A certain brand of economics (most closely associated with Milton Friedman, Gary Becker, and the Chicago School) posits actors for whom calculations of maximum material utility is paramount: given a particular set of preferences, individuals act (rationally) to maximize their returns. Deirdre McCloskey terms this the Max U. paradigm, and argues for the recognition and inclusion of “S” variables (such as the social and the sacred).
Such neoclassical economics is, at its core, about cost/benefit analyses. In theory, the models are nimble enough to account for any individual decision (if we include cultural, moral, emotional, and other sorts of utilities and preferences). In practice, they reflect a strong, overriding, bias toward material and financial costs and benefits. (After all, this is what can be measured, and the price one is willing to pay for an item is said to reveal one’s true preferences.)
These models make some key assumptions that anthropologists have trouble with: (1) a focus on individual behaviors and decisions—methodological individualism—that diminishes the importance of the social, (2) given the complexity of human behavior, models have to be stripped down, making broad assumptions about rationality and consciously leaving aside crucial areas of motivation because they are not readily measurable or observable; (3) the “self” in self-interest varies substantially across cultures, and indeed the whole notion of a singular, autonomous, sovereign “self” is problematic; and (4) what anthropologists find so interesting is what makes up that black box economists term “preferences.”
Economic modeling is not bad, but it does have some implicit political/moral values. And it could be made more robust by taking into account moral and cultural factors, as a number of economists on the cutting-edge are doing, but they are often hindered in an ideological attachment to key assumptions built up around the neoclassical model.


Up to the line containing "Zoom into table.", nothing is kept; from that line through the end of the data below, output every line exactly.

(Records contained in a dataset)
⁂
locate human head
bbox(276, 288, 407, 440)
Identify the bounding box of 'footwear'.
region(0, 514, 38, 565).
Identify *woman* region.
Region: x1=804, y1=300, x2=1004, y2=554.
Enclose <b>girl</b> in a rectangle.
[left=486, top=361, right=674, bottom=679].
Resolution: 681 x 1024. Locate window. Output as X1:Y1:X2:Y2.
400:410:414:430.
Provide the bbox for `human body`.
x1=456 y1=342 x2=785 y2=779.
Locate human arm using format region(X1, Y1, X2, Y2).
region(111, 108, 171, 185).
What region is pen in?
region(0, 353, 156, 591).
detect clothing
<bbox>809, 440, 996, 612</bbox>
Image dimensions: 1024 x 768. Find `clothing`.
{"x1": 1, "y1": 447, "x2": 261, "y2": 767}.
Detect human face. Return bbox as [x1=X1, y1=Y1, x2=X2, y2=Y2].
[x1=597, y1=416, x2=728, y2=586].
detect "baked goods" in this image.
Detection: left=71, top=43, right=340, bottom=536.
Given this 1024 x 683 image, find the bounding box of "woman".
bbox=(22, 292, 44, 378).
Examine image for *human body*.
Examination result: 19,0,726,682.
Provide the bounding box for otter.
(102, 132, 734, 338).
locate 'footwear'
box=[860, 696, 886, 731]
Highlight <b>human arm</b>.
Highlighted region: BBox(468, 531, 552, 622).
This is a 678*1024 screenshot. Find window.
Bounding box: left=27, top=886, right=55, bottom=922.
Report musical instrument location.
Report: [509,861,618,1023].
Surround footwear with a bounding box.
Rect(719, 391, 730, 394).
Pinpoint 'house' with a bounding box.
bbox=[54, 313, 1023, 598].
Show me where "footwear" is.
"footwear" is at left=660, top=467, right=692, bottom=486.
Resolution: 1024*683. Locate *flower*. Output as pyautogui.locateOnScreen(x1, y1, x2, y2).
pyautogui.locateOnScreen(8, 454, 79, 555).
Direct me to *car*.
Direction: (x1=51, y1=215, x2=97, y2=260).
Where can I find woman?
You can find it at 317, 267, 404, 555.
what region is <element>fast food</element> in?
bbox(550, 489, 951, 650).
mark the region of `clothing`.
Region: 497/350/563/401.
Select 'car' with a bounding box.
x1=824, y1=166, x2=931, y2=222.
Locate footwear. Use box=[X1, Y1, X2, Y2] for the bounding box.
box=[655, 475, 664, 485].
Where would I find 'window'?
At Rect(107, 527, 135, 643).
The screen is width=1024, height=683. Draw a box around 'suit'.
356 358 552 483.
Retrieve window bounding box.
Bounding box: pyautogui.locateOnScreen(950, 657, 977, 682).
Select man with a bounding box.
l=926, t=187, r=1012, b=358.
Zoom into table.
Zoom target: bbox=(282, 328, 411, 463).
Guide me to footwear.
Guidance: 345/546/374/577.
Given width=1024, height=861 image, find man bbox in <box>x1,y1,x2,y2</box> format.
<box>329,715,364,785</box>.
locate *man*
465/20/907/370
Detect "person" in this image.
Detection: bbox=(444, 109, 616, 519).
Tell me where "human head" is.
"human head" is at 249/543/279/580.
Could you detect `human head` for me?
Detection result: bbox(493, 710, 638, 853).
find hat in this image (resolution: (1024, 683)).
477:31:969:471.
⁂
§ **Result**:
Zoom into table.
Zoom target: bbox=(282, 328, 411, 463).
Guide me to footwear.
Guidance: 345/546/374/577.
Given width=1024, height=861 image, find man bbox in <box>x1,y1,x2,y2</box> format.
<box>329,715,364,785</box>.
locate *man*
465/20/907/370
Detect "person" in this image.
Detection: bbox=(444, 109, 616, 519).
Tell me where "human head" is.
"human head" is at 249/543/279/580.
Could you detect `human head` for me?
Detection result: bbox(493, 710, 638, 853).
find hat in this image (resolution: (1024, 683)).
477:31:969:471.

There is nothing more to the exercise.